My Dog is Stutter Stepping, Hesitating, or Weave Popping

07 Apr 2014Steve Schwarz

In seminars I sometimes come across handlers who say that about their dog or I observe it on course. I’m not talking about the occasional misjudging, bar knock, or missed weave pole. I mean consistently around a course. There are dogs who are not that interested in agility, for whom the handler hasn’t unlocked their fun for the game, but those dogs usually move smoothly, if slowly. For the dogs who show the behavior throughout the sequence my advice is always the same:

You must investigate physical causes for the dog's behavior.
Flyer jumping

My first step in evaluation is to have the dog seen by a professional experienced with musculoskeletal and soft tissue injuries. Most of the time that is the cause. Sometimes you can feel the sore area gives off more heat than unaffected areas - I’m not good at feeling that, I can usually only feel it if our dog’s are really hurting. So I trust the pros.

Other causes include vision problems and tick borne diseases (unfortunately, these are affecting more and more dogs and the symptoms can come and go). Consistently misjudging jumps could also be ETS.

To be clear, I am not a vet and I don’t have any medical training of any kind. But I have had four agility dogs with acute and chronic injuries and know something about how those injuries affect their performance. We also had an agility dog with Collie Eye Anomaly (CEA) and, later, glaucoma.

As a presenter it is never easy to go up to someone and give them this advice, but the only humane thing for me to say is: “there is something making this dog uncomfortable and you need to find and fix it.” No amount of handler motivation, or training is going to fix it. You have to rule out physical causes. If the handler is unaware, or worse, in denial of the dog’s situation, I feel I have to try to speak for the dog.
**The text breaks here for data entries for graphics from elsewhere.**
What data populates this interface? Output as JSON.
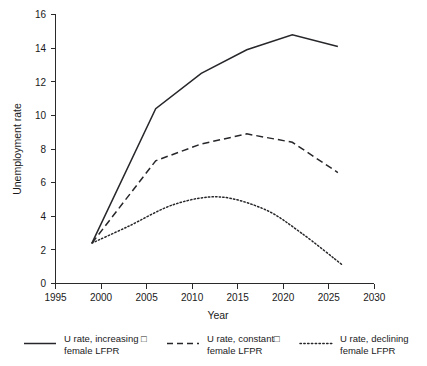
{
  "chart_data": {
    "type": "line",
    "title": "",
    "xlabel": "Year",
    "ylabel": "Unemployment rate",
    "xlim": [
      1995,
      2030
    ],
    "ylim": [
      0,
      16
    ],
    "xticks": [
      1995,
      2000,
      2005,
      2010,
      2015,
      2020,
      2025,
      2030
    ],
    "xtick_labels": [
      "1995",
      "2000",
      "2005",
      "2010",
      "2015",
      "2020",
      "2025",
      "2030"
    ],
    "yticks": [
      0,
      2,
      4,
      6,
      8,
      10,
      12,
      14,
      16
    ],
    "ytick_labels": [
      "0",
      "2",
      "4",
      "6",
      "8",
      "10",
      "12",
      "14",
      "16"
    ],
    "grid": false,
    "legend_position": "below",
    "series": [
      {
        "name": "U rate, increasing □ female LFPR",
        "style": "solid",
        "x": [
          1999,
          2006,
          2011,
          2016,
          2021,
          2026
        ],
        "values": [
          2.4,
          10.4,
          12.5,
          13.9,
          14.8,
          14.1
        ]
      },
      {
        "name": "U rate, constant□ female LFPR",
        "style": "dashed",
        "x": [
          1999,
          2006,
          2011,
          2016,
          2021,
          2026
        ],
        "values": [
          2.4,
          7.3,
          8.3,
          8.9,
          8.4,
          6.6
        ]
      },
      {
        "name": "U rate, declining female LFPR",
        "style": "dotted",
        "x": [
          1999,
          2003,
          2008,
          2013,
          2018,
          2022,
          2026.5
        ],
        "values": [
          2.4,
          3.4,
          4.7,
          5.15,
          4.4,
          3.0,
          1.1
        ]
      }
    ]
  },
  "legend": {
    "entries": [
      {
        "line1": "U rate, increasing □",
        "line2": "female LFPR",
        "key": "solid-line-key"
      },
      {
        "line1": "U rate, constant□",
        "line2": "female LFPR",
        "key": "dashed-line-key"
      },
      {
        "line1": "U rate, declining",
        "line2": "female LFPR",
        "key": "dotted-line-key"
      }
    ]
  },
  "colors": {
    "line": "#27272b",
    "axis": "#2a2a2a",
    "background": "#ffffff",
    "text": "#1a1a1a"
  }
}
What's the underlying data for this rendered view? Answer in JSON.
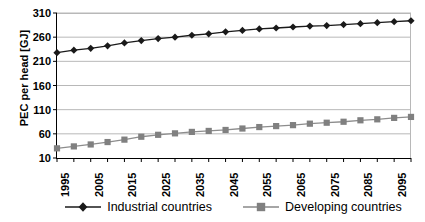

I’m surprised by how many people don’t want to investigate physical causes for their dog’s behavior. Think about the physical skill, dare I say “agility”, it takes for our dogs to run, jump, and weave on course. Imagine how little conditioning the average agility dog has and combine that with as little warm up most dogs get before we turn them loose on the course. Many dogs are running sore and some are running injured and even sick and their handler’s are unaware.

“She’s always done that” isn’t really a good answer - it is possible but more likely we’ve acclimated to the dog’s growing soreness/pain and the hesitating before each jump has actually been getting worse over time. The key thing is it is not normal and can’t be comfortable for the dog. They keep playing the game because we are asking them to - not many dogs will just stop running if they are sore.

Unfortunately, this is also a rite of passage in dog sports. Anyone who does agility long enough will have an injured dog and will need to learn about diagnosing and treating agility injuries. It is much better to assume the worse and get help than telling your dog to “suck it up” and continue to run sore or injured.

When it comes to diagnosis and treatment I go to our local dog rehab facility whose doctors have extensive experience with dogs competing in agility. Unfortunately, not all veterinarians are familiar with dog agility and it’s injuries so they may not be able to help with diagnosis/treatment. Talk to other competitors and find the local specialists of whom they speak highly.

I am also leery of the “crate rest and see what happens afterwards” approach. I feel seeking a diagnosis and then taking concrete recovery steps (and may include crate rest) speeds the recovery and can prevent reinjury. But minimally the affected area(s) should be identified and a treatment plan created.

So let me give you a couple examples where watching our dogs and getting treatment served us well:

A few months ago Flyer started slowing down and on jump wraps to the left wouldn’t turn as tight. Turns out his lower back was badly misaligned and he had misaligned his neck so it was harder and even painful for him to turn his head to his left. After cold laser and chiropractic adjustments over a couple weeks he was running faster than before. Meeker was long in the back and not kind to his body. He was often sore in his back and if I didn’t keep his back warm, warm him up before every run and give him weekly professional massage his back would get sore. He would slow slightly on course, we’d have the occasional dropped bar, and his running A Frame striding would change. Over time I found the right “protocol” to keep him healthy. But it made me a keen student of his performance and I’d take him to the performance dog professionals when things didn’t seem right. Mr Peabody’s glaucoma caused blindness in one eye and you could see him add a stride on the approach to jumps on his blind side so he could be prepared as he committed. He’d also bump into the inside of dark colored tunnels if he guessed wrong about which way they turned (which caused me to retire him from competition the very first trial where I saw him do that).

Recently a student’s dog started running slower. She was a dog who could be slower on the first few obstacles but would always go faster and faster throughout the course. Over a month she slowed significantly and seemed distracted. A blood test turned up Lyme disease. After treatment she is running like her old speedy self.

So if you, or someone you know, has a dog that stutter steps or hesitates before jumps, jumps smoothly or runs much faster when running at a lower jump height, or consistently pops out of the weave poles please seek professional help for the dog. You have to trust what the dog is trying to tell you. Running injured isn’t fun for us and isn’t for our dogs either.